There have been efforts by pro-life lawmakers to fully pass a constitutional amendment in the Legislature, to eventually allow Iowans a vote on abortion. That path takes a few years to fully accomplish. Legislators did pass the amendment in 2020. It needs to pass through the Legislature again in 2023 or 2024. If successfully approved again, the amendment goes to a public vote, likely on the November 2024 general ballot. If the Iowa Supreme Court does not allow the enforcement of the heartbeat bill, preborn babies will continue to die in large numbers in Iowa.
At this juncture, apart from awaiting a decision from the Iowa Supreme Court, there seems to be no other plan to end abortion in Iowa anytime soon. If the Iowa Supreme Court does not severely limit abortion by allowing the heartbeat bill to take effect, and given Planned Parenthood’s stated efforts, it seems inevitable that abortion rates in Iowa will see a sharp increase this year and in the years to come.
ILLINOIS PREBORN BABIES HAVE LITTLE PROTECTION IN THE WOMB
In 2017, then-Governor Bruce Rauner approved state-funded abortions via Medicaid coverage. Under the leadership of Democrat Governor JB Pritzker, the Illinois Reproductive Health Act (RHA) was enacted in 2019, protecting abortion as a fundamental right for women. Taking it even further, the RHA denies a “fertilized egg, embryo or fetus” “independent rights.”
This act also repealed several long-standing, yet ignored, laws restricting abortions. The pro-abortion ACLU of Illinois has a complete list of all that the RHA entails.
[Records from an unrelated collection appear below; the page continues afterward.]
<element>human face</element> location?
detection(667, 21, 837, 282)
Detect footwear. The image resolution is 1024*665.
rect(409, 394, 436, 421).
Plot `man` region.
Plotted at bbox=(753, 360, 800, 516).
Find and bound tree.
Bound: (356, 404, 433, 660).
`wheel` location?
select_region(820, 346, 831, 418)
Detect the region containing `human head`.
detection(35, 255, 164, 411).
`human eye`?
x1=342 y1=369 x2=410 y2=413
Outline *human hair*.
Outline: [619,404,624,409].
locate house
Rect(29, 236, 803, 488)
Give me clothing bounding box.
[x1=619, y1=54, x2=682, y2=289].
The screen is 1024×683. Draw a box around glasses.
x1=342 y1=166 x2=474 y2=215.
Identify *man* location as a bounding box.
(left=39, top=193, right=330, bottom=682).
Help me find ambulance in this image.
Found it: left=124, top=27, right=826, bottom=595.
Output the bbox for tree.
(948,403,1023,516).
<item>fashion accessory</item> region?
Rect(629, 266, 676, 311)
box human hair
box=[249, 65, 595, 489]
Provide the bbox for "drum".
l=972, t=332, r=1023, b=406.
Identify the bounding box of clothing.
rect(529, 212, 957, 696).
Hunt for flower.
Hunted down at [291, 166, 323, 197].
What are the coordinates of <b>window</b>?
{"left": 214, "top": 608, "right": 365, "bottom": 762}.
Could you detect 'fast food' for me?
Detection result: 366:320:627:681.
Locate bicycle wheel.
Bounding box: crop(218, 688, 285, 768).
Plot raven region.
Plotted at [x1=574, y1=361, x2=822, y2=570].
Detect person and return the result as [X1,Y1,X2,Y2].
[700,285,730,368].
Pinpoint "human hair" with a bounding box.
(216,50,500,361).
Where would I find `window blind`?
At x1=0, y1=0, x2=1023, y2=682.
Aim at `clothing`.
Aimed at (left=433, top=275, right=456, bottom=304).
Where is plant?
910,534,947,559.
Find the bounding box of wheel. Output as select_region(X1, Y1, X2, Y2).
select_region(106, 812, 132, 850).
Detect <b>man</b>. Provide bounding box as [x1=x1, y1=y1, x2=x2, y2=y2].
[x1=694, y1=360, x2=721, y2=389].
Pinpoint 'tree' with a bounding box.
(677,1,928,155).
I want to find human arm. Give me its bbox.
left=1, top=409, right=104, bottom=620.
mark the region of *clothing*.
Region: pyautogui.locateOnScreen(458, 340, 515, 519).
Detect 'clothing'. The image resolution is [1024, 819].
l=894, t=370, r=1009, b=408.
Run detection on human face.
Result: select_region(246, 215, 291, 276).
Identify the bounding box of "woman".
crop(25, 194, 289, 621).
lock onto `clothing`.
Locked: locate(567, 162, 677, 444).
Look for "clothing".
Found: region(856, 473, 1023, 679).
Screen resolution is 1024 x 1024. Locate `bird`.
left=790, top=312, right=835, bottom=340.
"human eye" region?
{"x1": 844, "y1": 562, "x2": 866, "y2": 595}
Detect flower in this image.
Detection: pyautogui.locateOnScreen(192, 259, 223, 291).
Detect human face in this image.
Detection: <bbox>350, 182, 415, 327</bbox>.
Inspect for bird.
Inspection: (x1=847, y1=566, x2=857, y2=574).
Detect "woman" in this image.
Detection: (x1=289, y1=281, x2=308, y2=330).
Previously, abortion was legal until the preborn baby was “viable outside the womb.” In Illinois, a preborn baby’s “viability” was solely determined by the healthcare provider, who would decide if an abortion would protect the woman’s health or life. With the RHA in effect, a fully formed preborn baby can now be aborted at any stage in pregnancy. This includes aborting late-term preborn babies through painful dismemberment abortions while unanesthetized and alive in the womb.
There is no waiting period or informed consent before an abortion in Illinois. In 2021, Governor Pritzker also repealed the law that required abortionists to notify parents or an adult guardian of minors seeking an abortion. This went into effect in June 2022.
2020 is the last time Illinois’ abortion statistics were released; that year, 46,243 abortions were recorded.
PREBORN CHILDREN ARE AT GRAVE RISK IN MINNESOTA
In 1995, the Minnesota Supreme Court ruled that their constitution protects a woman’s right to have an abortion. Despite this, Minnesota did have several protections for preborn children, including a mandatory 24-hour waiting period and a requirement that both parents had to be notified before a minor girl could have an abortion. Also, only physicians could perform abortions, and after the first trimester, they had to be done in a hospital. These requirements and more were in place until this past July. At that time, a district judge completely stripped away all of these common-sense protections. His broad ruling took immediate effect.
Abortion is now virtually unfettered in Minnesota.
America’s Heartland still has a very long way to go before all preborn babies and their mothers are protected to the fullest extent of the law.
Jenifer Bowen, a long-time leader in the pro-life movement, including a long tenure as CEO of Iowa Right to Life, was diagnosed in 2019 with a lifelong battle of Stage IV Metastatic Breast Cancer. She remains passionate in her defense of preborn babies and their mothers, the infirm and elderly.
Editor’s Note, 11/1/22: This article has been updated with further information on North Dakota since original publication.